I coded about 5 games before I realized that having a decent separation and naming convention to keep GUI and Simulation code entirely separate was a worthy thing! I probably coded 8 games before I had a rock-solid translation-management system that meant not a single line of text exists in code. It took me maybe 10 games to get threading to work safely, and maybe another 2 until I had a rock-solid and highly-optimized multi-threading system. I didn’t really start to use the power of macros for about 10 games. I’ve only just (in the last 2 games) really got my code for setting up configurable color palates to be usable.

I had most of the technical knowledge to do all of that stuff about 15 years ago, but to do it *well* and to know how to arrange things, and to set them up to be re-usable, optimized, stable, and readable… thats what those extra fifteen years were spent doing.

The VAST majority of comments you read online about programming, especially games programming are written by coders, not software engineers. They suffer a lot from the delusion that they have mastered code, because (as is natural) they don’t know what they don’t know. Its REALLY hard from a distance to spot the software engineers from the coders, but in my experience the amount of time they have been in the industry, and the number of large completed projects is a really good sign.

A final way of spotting the difference: If a lot of someones code has been copied and pasted from stackoverflow or pastebin then… yeah. Thats not a software engineer.

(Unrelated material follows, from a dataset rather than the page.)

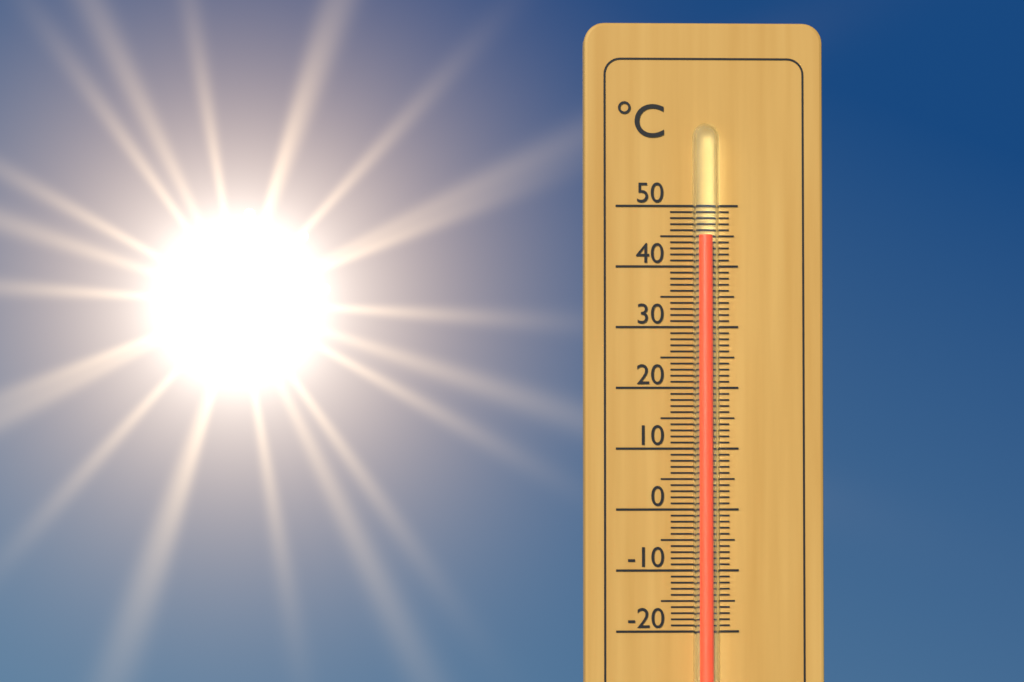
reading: 45 °C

Democracy 4: Variable slider costs…

An experiment for Democracy 4. The game now differentiates between <10%, <25% and larger policy slider moves with differing political capital amounts, indicated on the slider by red/green if achievable right now. Very happy with this :D. #smallerchangesareeasier

It makes sense that a 5% tweak to income tax (just an example) is easier to get agreed than a 50% rise or cut, and it also makes people stop and think about the various positions they can put sliders on some of the smaller and less dramatic policies. I think the green/red lines surrounding the chunks on the slider are self explanatory?